Look out, Suzuki - Canadian chemists have successfully joined up simple benzene ring-like aromatics without any pre-activation

Look out Suzuki - Canadian chemists have successfully joined up simple benzene ring-like aromatics without any pre-activation.

When you need a new carbon-carbon bond - the central reaction of organic synthesis - most chemists will head straight to the palladium shelf. Linking together two aromatic compounds to make a biaryl is one such reaction where a dash of your favourite palladium catalyst can work like a charm. 

But both aromatics usually need pre-activation, requiring extra synthetic steps. Until now, that is - David Stuart and Keith Fagnou at the University of Ottawa, have shown aromatics can be selectively coupled without any pre-activation. Crucially, the reaction only gives cross-coupled products; neither of the starting aromatics reacts with itself (homo-coupling). ’Even one year ago, I was telling my students I didn’t know how we would access this,’ said Fagnou. ’We’ve achieved this goal much quicker than I expected.’

’The most common way to make biaryls is the Suzuki reaction [the cross-coupling of an aryl halide with an aryl boronic acid],’ said Fagnou. But there is much waste involved in the extra reactions needed to put the activating boron and halide groups in, he said. Biaryls are ubiquitous intermediates for pharmaceuticals, and in devices like LEDs and liquid crystals.

catalysis-395

Biaryls can now be made from unactivated starting materials

Too rich? Too acidic?

Palladium catalyses new carbon-carbon bonds by first grabbing one aryl molecule, and then grabbing the second, before releasing the two as a single biaryl. Fagnou ensured cross-coupling would take place, rather than homo-coupling, by choosing aromatics with different levels of electron richness and C-H acidity - an indole and a simple arene like benzene. While the mechanism is not yet nailed down, the palladium clearly undergoes a complete switch in selectivity half-way through the cycle; once it has picked up one aromatic, it will then only pick up a molecule of the other.

Martin Wills, who studies catalysis at the University of Warwick, UK, said while the choice of coupling reagents is currently restricted, the work proves it is possible to directly couple simple aromatics, and should trigger more studies to extend the reaction scope.

’Suzuki coupling is an awesome reaction, and I don’t think it will ever go away,’ said Fagnou. ’But I hope that in some cases, coupling of simple aromatics will become the reaction of choice. Suzuki chemistry is the fruit of 30 years labour, and I think it will take an equivalent amount of work until this new reaction will be a front-line reaction,’ he said

James Mitchell Crow

Enjoy this story? Spread the word using the ’tools’ menu on the left.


ASSIGNMENT >> Return the listing in full and exactly, but without a single picture.

(TASK MATERIAL)

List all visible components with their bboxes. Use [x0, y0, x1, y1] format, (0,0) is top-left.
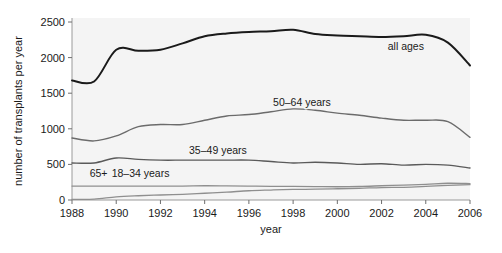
x-axis-tick-label: 1994: [192, 207, 216, 219]
x-axis-title: year: [260, 223, 282, 235]
series-label-65: 65+: [90, 167, 108, 179]
y-axis-tick-label: 1000: [41, 123, 65, 135]
y-axis-tick-label: 1500: [41, 87, 65, 99]
x-axis-tick-label: 1988: [60, 207, 84, 219]
x-axis-tick-label: 2002: [369, 207, 393, 219]
x-axis-tick-label: 1998: [281, 207, 305, 219]
transplants-by-age-line-chart: 0500100015002000250019881990199219941996…: [0, 0, 502, 253]
y-axis-tick-label: 2000: [41, 52, 65, 64]
y-axis-tick-label: 2500: [41, 16, 65, 28]
series-label-50-64-years: 50–64 years: [273, 96, 331, 108]
chart-figure: 0500100015002000250019881990199219941996…: [0, 0, 502, 253]
x-axis-tick-label: 1996: [237, 207, 261, 219]
x-axis-tick-label: 2000: [325, 207, 349, 219]
series-label-all-ages: all ages: [388, 40, 424, 52]
series-label-18-34-years: 18–34 years: [112, 167, 170, 179]
x-axis-tick-label: 2006: [458, 207, 482, 219]
x-axis-tick-label: 1992: [148, 207, 172, 219]
y-axis-tick-label: 0: [59, 194, 65, 206]
figure-caption: [0, 243, 502, 253]
y-axis-tick-label: 500: [47, 158, 65, 170]
x-axis-tick-label: 1990: [104, 207, 128, 219]
y-axis-title: number of transplants per year: [12, 36, 24, 186]
x-axis-tick-label: 2004: [414, 207, 438, 219]
series-label-35-49-years: 35–49 years: [189, 144, 247, 156]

(End TASK MATERIAL)

RESULT FOR THIS EXERCISE >>
List all visible components with their bboxes. Use [x0, y0, x1, y1] format, (0,0) is top-left.
x-axis-tick-label: 1994: [192, 207, 216, 219]
x-axis-title: year: [260, 223, 282, 235]
series-label-65: 65+: [90, 167, 108, 179]
y-axis-tick-label: 1000: [41, 123, 65, 135]
y-axis-tick-label: 1500: [41, 87, 65, 99]
x-axis-tick-label: 1988: [60, 207, 84, 219]
x-axis-tick-label: 2002: [369, 207, 393, 219]
x-axis-tick-label: 1998: [281, 207, 305, 219]
transplants-by-age-line-chart: 0500100015002000250019881990199219941996…: [0, 0, 502, 253]
y-axis-tick-label: 2000: [41, 52, 65, 64]
y-axis-tick-label: 2500: [41, 16, 65, 28]
series-label-50-64-years: 50–64 years: [273, 96, 331, 108]
chart-figure: 0500100015002000250019881990199219941996…: [0, 0, 502, 253]
x-axis-tick-label: 1996: [237, 207, 261, 219]
x-axis-tick-label: 2000: [325, 207, 349, 219]
series-label-all-ages: all ages: [388, 40, 424, 52]
series-label-18-34-years: 18–34 years: [112, 167, 170, 179]
x-axis-tick-label: 2006: [458, 207, 482, 219]
x-axis-tick-label: 1992: [148, 207, 172, 219]
y-axis-tick-label: 0: [59, 194, 65, 206]
figure-caption: [0, 243, 502, 253]
y-axis-tick-label: 500: [47, 158, 65, 170]
x-axis-tick-label: 1990: [104, 207, 128, 219]
y-axis-title: number of transplants per year: [12, 36, 24, 186]
x-axis-tick-label: 2004: [414, 207, 438, 219]
series-label-35-49-years: 35–49 years: [189, 144, 247, 156]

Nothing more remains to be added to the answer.